Year of the Wild Hog

A story appeared the other day in the Washington Post about a perennial problem in Islamabad where wild boars foray into the city looking for food among the trash during the winter.

Something about the tone of the piece struck me as a little off. I mean, sure, Muslims don’t eat pork, but are wild pigs really “many Muslims’ worst nightmare” as author Nicholas Brulliard writes in the first sentence? Would it be the “worst nightmare” of Jews? Their religious views and dietary restrictions ragarding pigs are essentially the same, but I have to wonder if an infestation of pigs in Tel Aviv would be portrayed as “many Jews’ worst nightmare” or if the opinion of a brickmaker who lived near one of the ravines the pigs came from would be said to avoid “even making eye contact with one” despite his claim of not being afraid of them. Who gets into a staredown with a wild boar, in the first place?

On the other hand, there’s this video of a bunch of guys at IQRA University watching some rather fast boars looking for a way out of a parking lot. They’ve got sticks—presumably in case the hogs come their way—but they don’t seem any more afraid than you might be when several hundred-pound-plus pigs are racing around at twenty miles an hour.

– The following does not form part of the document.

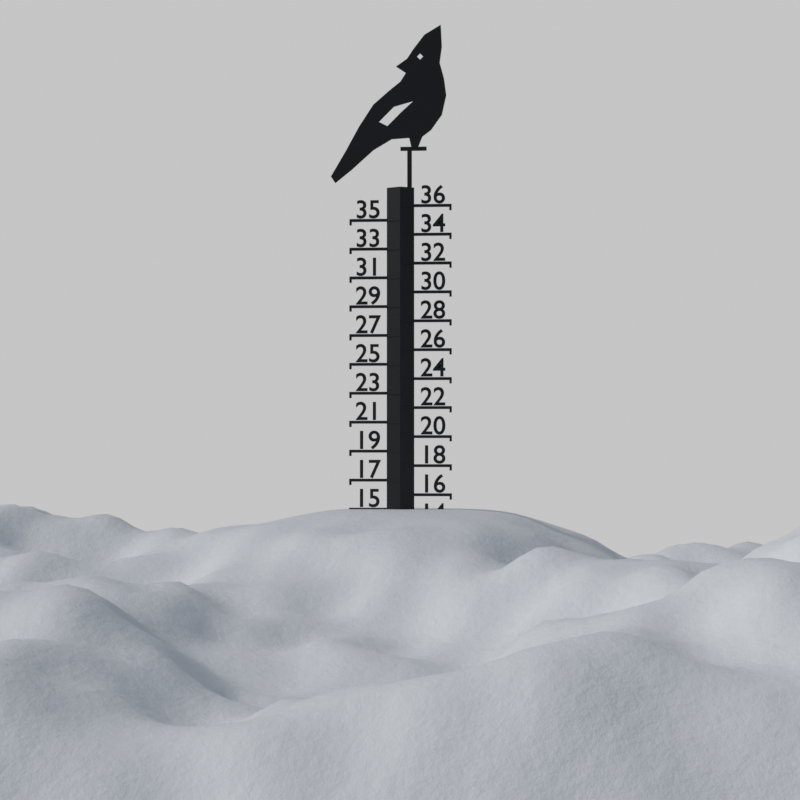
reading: 15 (no unit)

It almost seems like the story’s a set-up for some sort of bright boy in the Pentagon to come up with a sort of reverse-“Operation Dumbo Drop”, where pregnant pigs are parachuted from planes into Pakistani ravines in some sort of destabilization effort. Predictably, the anti-Islamic racist web sites are all over the story with jokes about how it’s too bad for the pigs that they have to live near Muslims, that Muslims are jealous because they can’t have as many “piglets” each year, etc.

Of course, if they (or the folks at the Washington Post) bothered to read, they’d know that The New Yorker sent Ian Frazier to cover stories of wild boar infestations in the US some six years ago.

As I leaned over the map and studied it with Joe Corn, suddenly my attention swerved. This map, with its intricate little counties and occasional whole states shaded green to highlight the potential disease-vector threat of wild hogs, reminded me of the red state — blue state map of America. At first glance, the states that voted for George Bush in 2004 and the states marked on this map as having feral hogs seemed to be one and the same. I mentioned this oddity to Joe Corn, who, scientist-like, declined to comment beyond the area of his expertise.

Afterward, I could not get this strange correspondence out of my mind. I compiled ’04 red state — blue state data and matched it with SCWDS hog-population information on the map of that year. I found my first impression to be essentially correct. The presence of feral hogs in a state is a strong indicator of its support for Bush in ’04. Twenty-three of the twenty-eight states with feral hogs voted for Bush. That’s more than four-fifths; states that went for Kerry, by contrast, were feral-hog states less than a fifth of the time.

The solidly feral-hog South was, of course, solidly for Bush. The small islands there without wild hogs — Little Rock, Raleigh-Durham — voted for Kerry. Democrats who predicted a Kerry win in Florida in ’04 might have been less confident had they known that all of Florida’s sixty-seven counties, even its urban ones, have feral hogs. Texas, a gimme for Bush, is the state in the Union with the most feral hogs. Estimates of the feral-hog population in Texas are more than a million and a half, though nobody knows for sure. To go along with its high feral-hog numbers, Texas produced more than four and a half million votes for Bush in ’04, the second-largest total of any state.

A prominent feature of the red state-blue state map is the sweep of red coming up from Texas and the South through the center of the country. Experts say that feral hogs are starting to do the same. They have increased their numbers in Oklahoma and appeared in counties in Kansas and Nebraska, where they weren’t previously. An A.P. news story from last year described packs of wild pigs tearing up yards and destroying crops in Sumner County, in south-central Kansas. People there speculated that the pigs were formerly domestic animals that had been turned loose when hog prices crashed some years before. Sumner County preferred Bush to Kerry in ’04 by a margin of sixty-eight per cent to thirty-one per cent.